Oral Fixations: Love Like Chocolate

They say chocolate is good for you. Dark chocolate, specifically. It keeps you from aging and it makes you feel like you’re chemically in love.

But love is not entirely like chocolate. You can’t purchase it; you cannot give it as a hostess gift. You cannot select the quality or the filling. Love is not always mild and sweet like a bar of milky Cadbury. And I wouldn’t want love to be like an intense 90% Lindt bar, so bitter and cruel to the tongue that it feels like a prescription. But chocolate is reliable. It is readily available. It helps.

When thrown out of our comfort zones, we turn to familiar aids. We want the kind of soothing that eases the senses. I tend to console myself with food. I find a sweet something, or maybe just a big bowl of cereal. Anything for a semblance of home. This, however, is a temporary fix. A big hug is really all I need.

I latched onto the first big hug I found while abroad this semester. A cold, dark place with endless unwritten social rules, Copenhagen winter had me shaken and yearning for some tangible warmth. Then I met a boy with kind eyes who professed his love for vinyl on our first date. He hugged me first horizontally, but only out of necessity. No, really – it was the coldest night of the year, it was 3 am, it was snowing, and he would have to wait an hour in the cold for the next bus home. Plus the heater was broken in my house. My roommates were sleeping with heavy winter coats on. Body heat was crucial at this point in time, but I had my own personal space heater for that cold night. Lucky for me, this space heater was indiscriminately intimate. I was held as if I was loved from the start, and then we were inseparable for the rest of the semester.

But now I’m on a plane back to good old America, and all I can think about is chocolate.

I struggle to let chocolate melt on my tongue. It takes great willpower for me to let the solid linger, even with the darkest of borderline bitter chocolate. I have to chew. I like the texture and the immediate satisfaction. And there’s no point with the best kinds of chocolate, the kinds with orange rind or cocoa nibs inside. You have to chew and enjoy the depth, the symphony of flavors, or the holistic quality of the treat is lost.

Love has a closer connection to chocolate than a chemical similarity. The experience of both, the best parts, can never last very long. I spend more time craving the feeling than enjoying the pleasure itself. Even if I earnestly try to make it last, one of us always manages to bite down and chew up the goodness. Or other forces come into play. Time can only go on for so long. The hands of love’s clock are sticky and sweet and time seems to stop, until suddenly they wind up and goodbyes must be said.

But we can’t stop eating chocolate because the satisfaction we derive from it is not wholly and unendingly pleasurable. We need that reliable treat. And we need love, difficult as it is; bittersweet like the finest of dark chocolates. Meanwhile, I’m going to eat more chocolate than usual. I’m compensating for lost comfort, wishing I could have made this semester’s love melt decadently in my mouth for more than the time we were given.

Cherry on Top is SKC’s resident sex-food expert. Her favorite foods are chocolate, strawberries, and Indian food. She likes her men to be beautiful awkward weirdos, but isn’t too picky.

Originally posted on Thursday, May 24th, 2012

One Response to “Oral Fixations: Love Like Chocolate”

  1. Spencer

    May 24th, 2012

    Yum! How good do they look? I reckon I could eat the whole plateful in 10 minutes flat!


WHAT THE TASK ASKS
The task calls for an exact copy of the records, without any images.

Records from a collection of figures
==================================================
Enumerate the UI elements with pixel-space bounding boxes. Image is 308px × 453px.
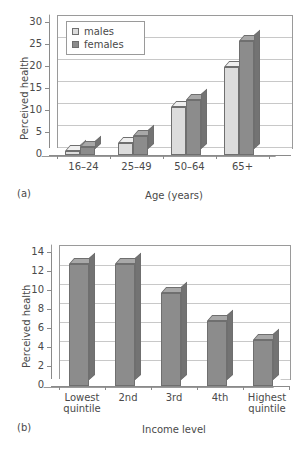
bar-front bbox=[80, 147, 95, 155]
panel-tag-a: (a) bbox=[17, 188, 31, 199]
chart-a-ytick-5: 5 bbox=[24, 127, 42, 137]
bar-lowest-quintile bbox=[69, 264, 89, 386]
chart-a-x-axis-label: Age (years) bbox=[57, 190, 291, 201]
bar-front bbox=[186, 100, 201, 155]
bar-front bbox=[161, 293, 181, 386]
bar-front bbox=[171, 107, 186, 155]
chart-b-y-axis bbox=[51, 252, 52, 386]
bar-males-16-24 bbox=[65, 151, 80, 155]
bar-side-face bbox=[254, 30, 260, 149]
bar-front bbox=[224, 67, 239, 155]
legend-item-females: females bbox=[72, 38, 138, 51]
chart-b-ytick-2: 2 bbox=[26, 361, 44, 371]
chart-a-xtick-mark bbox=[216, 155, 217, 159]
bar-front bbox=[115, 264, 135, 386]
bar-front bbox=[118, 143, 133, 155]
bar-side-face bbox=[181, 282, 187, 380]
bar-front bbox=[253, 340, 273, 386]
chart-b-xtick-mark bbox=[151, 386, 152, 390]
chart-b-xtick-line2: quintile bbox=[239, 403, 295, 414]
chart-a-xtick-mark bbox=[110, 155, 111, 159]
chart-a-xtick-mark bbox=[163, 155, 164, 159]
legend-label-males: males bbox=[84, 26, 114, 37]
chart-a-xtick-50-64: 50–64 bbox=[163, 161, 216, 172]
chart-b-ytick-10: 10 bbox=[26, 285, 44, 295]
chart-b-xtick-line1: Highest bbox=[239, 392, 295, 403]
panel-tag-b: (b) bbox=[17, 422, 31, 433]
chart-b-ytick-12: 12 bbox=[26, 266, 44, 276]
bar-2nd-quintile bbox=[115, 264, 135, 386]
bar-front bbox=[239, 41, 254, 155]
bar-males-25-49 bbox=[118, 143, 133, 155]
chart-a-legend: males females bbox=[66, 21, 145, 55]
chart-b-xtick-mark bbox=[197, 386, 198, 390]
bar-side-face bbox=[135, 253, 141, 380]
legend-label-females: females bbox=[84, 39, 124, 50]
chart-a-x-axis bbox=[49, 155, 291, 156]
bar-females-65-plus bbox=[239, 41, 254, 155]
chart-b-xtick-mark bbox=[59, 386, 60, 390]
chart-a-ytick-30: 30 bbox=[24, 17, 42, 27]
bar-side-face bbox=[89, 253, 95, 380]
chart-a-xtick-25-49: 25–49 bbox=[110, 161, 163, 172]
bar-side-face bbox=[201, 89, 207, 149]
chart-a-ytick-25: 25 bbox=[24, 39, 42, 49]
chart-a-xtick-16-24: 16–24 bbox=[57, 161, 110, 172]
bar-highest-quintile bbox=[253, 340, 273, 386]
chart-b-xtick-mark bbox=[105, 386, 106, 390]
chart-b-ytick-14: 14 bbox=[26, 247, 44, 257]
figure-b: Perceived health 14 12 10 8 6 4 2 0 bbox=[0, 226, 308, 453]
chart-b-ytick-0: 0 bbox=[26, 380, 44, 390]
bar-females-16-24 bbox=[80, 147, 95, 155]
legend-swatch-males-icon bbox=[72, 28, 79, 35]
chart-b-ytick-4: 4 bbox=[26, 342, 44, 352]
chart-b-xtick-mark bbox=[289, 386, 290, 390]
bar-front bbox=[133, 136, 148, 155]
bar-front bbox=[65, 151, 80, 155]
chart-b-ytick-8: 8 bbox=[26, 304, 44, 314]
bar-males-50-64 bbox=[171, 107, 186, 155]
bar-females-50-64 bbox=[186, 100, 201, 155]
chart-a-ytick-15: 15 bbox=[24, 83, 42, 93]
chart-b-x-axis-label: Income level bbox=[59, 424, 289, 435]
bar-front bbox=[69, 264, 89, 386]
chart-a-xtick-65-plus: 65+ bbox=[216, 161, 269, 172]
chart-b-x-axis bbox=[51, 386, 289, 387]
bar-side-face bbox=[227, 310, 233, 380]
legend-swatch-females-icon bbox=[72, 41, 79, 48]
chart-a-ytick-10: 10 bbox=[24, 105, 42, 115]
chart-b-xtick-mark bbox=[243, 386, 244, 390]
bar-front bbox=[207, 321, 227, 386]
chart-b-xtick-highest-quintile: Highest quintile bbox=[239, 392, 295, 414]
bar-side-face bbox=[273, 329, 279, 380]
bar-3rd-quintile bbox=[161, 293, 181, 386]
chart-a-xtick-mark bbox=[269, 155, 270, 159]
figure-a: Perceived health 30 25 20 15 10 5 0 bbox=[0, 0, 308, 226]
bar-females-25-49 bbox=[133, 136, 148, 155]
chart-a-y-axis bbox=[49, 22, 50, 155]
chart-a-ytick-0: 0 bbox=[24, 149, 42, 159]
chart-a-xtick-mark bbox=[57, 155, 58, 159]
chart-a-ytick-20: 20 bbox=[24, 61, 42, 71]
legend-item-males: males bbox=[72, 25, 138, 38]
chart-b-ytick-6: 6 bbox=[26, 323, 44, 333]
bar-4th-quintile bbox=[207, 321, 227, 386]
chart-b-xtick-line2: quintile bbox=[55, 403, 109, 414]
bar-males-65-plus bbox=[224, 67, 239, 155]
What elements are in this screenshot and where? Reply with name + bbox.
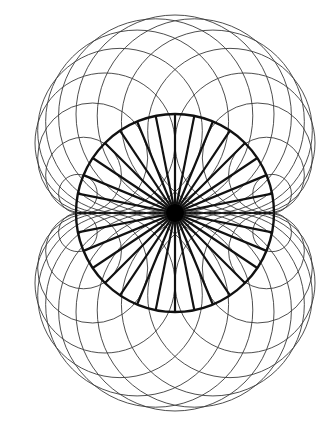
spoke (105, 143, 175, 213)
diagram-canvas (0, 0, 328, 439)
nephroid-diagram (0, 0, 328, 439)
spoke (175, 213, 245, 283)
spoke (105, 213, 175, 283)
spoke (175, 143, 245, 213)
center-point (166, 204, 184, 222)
==================================================
TASK RESULT
Enumerate the UI elements with pixel-space bounding boxes. Image is 308px × 453px.
bar-front bbox=[80, 147, 95, 155]
panel-tag-a: (a) bbox=[17, 188, 31, 199]
chart-a-ytick-5: 5 bbox=[24, 127, 42, 137]
bar-lowest-quintile bbox=[69, 264, 89, 386]
chart-a-x-axis-label: Age (years) bbox=[57, 190, 291, 201]
bar-front bbox=[186, 100, 201, 155]
bar-front bbox=[161, 293, 181, 386]
bar-front bbox=[171, 107, 186, 155]
chart-b-y-axis bbox=[51, 252, 52, 386]
bar-males-16-24 bbox=[65, 151, 80, 155]
bar-side-face bbox=[254, 30, 260, 149]
bar-front bbox=[224, 67, 239, 155]
legend-item-females: females bbox=[72, 38, 138, 51]
chart-b-ytick-2: 2 bbox=[26, 361, 44, 371]
chart-a-xtick-mark bbox=[216, 155, 217, 159]
bar-front bbox=[115, 264, 135, 386]
bar-front bbox=[118, 143, 133, 155]
bar-side-face bbox=[181, 282, 187, 380]
bar-front bbox=[253, 340, 273, 386]
chart-b-xtick-mark bbox=[151, 386, 152, 390]
chart-b-xtick-line2: quintile bbox=[239, 403, 295, 414]
chart-a-xtick-mark bbox=[110, 155, 111, 159]
chart-a-xtick-mark bbox=[163, 155, 164, 159]
legend-label-males: males bbox=[84, 26, 114, 37]
chart-a-xtick-50-64: 50–64 bbox=[163, 161, 216, 172]
chart-b-ytick-10: 10 bbox=[26, 285, 44, 295]
chart-b-xtick-line1: Highest bbox=[239, 392, 295, 403]
panel-tag-b: (b) bbox=[17, 422, 31, 433]
chart-b-ytick-12: 12 bbox=[26, 266, 44, 276]
bar-2nd-quintile bbox=[115, 264, 135, 386]
bar-front bbox=[239, 41, 254, 155]
bar-males-25-49 bbox=[118, 143, 133, 155]
chart-a-legend: males females bbox=[66, 21, 145, 55]
chart-b-xtick-mark bbox=[197, 386, 198, 390]
bar-side-face bbox=[135, 253, 141, 380]
legend-label-females: females bbox=[84, 39, 124, 50]
chart-a-x-axis bbox=[49, 155, 291, 156]
bar-females-65-plus bbox=[239, 41, 254, 155]
chart-b-xtick-mark bbox=[59, 386, 60, 390]
chart-a-ytick-30: 30 bbox=[24, 17, 42, 27]
bar-side-face bbox=[89, 253, 95, 380]
chart-a-xtick-25-49: 25–49 bbox=[110, 161, 163, 172]
bar-side-face bbox=[201, 89, 207, 149]
chart-a-ytick-25: 25 bbox=[24, 39, 42, 49]
chart-a-xtick-16-24: 16–24 bbox=[57, 161, 110, 172]
bar-highest-quintile bbox=[253, 340, 273, 386]
chart-b-xtick-mark bbox=[105, 386, 106, 390]
chart-b-ytick-14: 14 bbox=[26, 247, 44, 257]
figure-b: Perceived health 14 12 10 8 6 4 2 0 bbox=[0, 226, 308, 453]
chart-b-ytick-0: 0 bbox=[26, 380, 44, 390]
bar-females-16-24 bbox=[80, 147, 95, 155]
legend-swatch-males-icon bbox=[72, 28, 79, 35]
chart-b-ytick-4: 4 bbox=[26, 342, 44, 352]
chart-b-xtick-mark bbox=[289, 386, 290, 390]
bar-front bbox=[133, 136, 148, 155]
bar-front bbox=[65, 151, 80, 155]
chart-b-ytick-8: 8 bbox=[26, 304, 44, 314]
bar-males-50-64 bbox=[171, 107, 186, 155]
bar-females-50-64 bbox=[186, 100, 201, 155]
chart-a-ytick-15: 15 bbox=[24, 83, 42, 93]
chart-b-x-axis-label: Income level bbox=[59, 424, 289, 435]
bar-front bbox=[69, 264, 89, 386]
chart-a-xtick-65-plus: 65+ bbox=[216, 161, 269, 172]
chart-b-x-axis bbox=[51, 386, 289, 387]
bar-side-face bbox=[227, 310, 233, 380]
legend-swatch-females-icon bbox=[72, 41, 79, 48]
chart-a-ytick-10: 10 bbox=[24, 105, 42, 115]
chart-b-xtick-mark bbox=[243, 386, 244, 390]
bar-front bbox=[207, 321, 227, 386]
chart-b-xtick-highest-quintile: Highest quintile bbox=[239, 392, 295, 414]
bar-side-face bbox=[273, 329, 279, 380]
bar-3rd-quintile bbox=[161, 293, 181, 386]
chart-a-xtick-mark bbox=[269, 155, 270, 159]
figure-a: Perceived health 30 25 20 15 10 5 0 bbox=[0, 0, 308, 226]
bar-females-25-49 bbox=[133, 136, 148, 155]
chart-a-y-axis bbox=[49, 22, 50, 155]
chart-a-ytick-0: 0 bbox=[24, 149, 42, 159]
chart-a-xtick-mark bbox=[57, 155, 58, 159]
chart-a-ytick-20: 20 bbox=[24, 61, 42, 71]
legend-item-males: males bbox=[72, 25, 138, 38]
chart-b-ytick-6: 6 bbox=[26, 323, 44, 333]
bar-4th-quintile bbox=[207, 321, 227, 386]
chart-b-xtick-line2: quintile bbox=[55, 403, 109, 414]
bar-males-65-plus bbox=[224, 67, 239, 155]
What elements are in this screenshot and where? Reply with name + bbox.
spoke (105, 143, 175, 213)
diagram-canvas (0, 0, 328, 439)
nephroid-diagram (0, 0, 328, 439)
spoke (175, 213, 245, 283)
spoke (105, 213, 175, 283)
spoke (175, 143, 245, 213)
center-point (166, 204, 184, 222)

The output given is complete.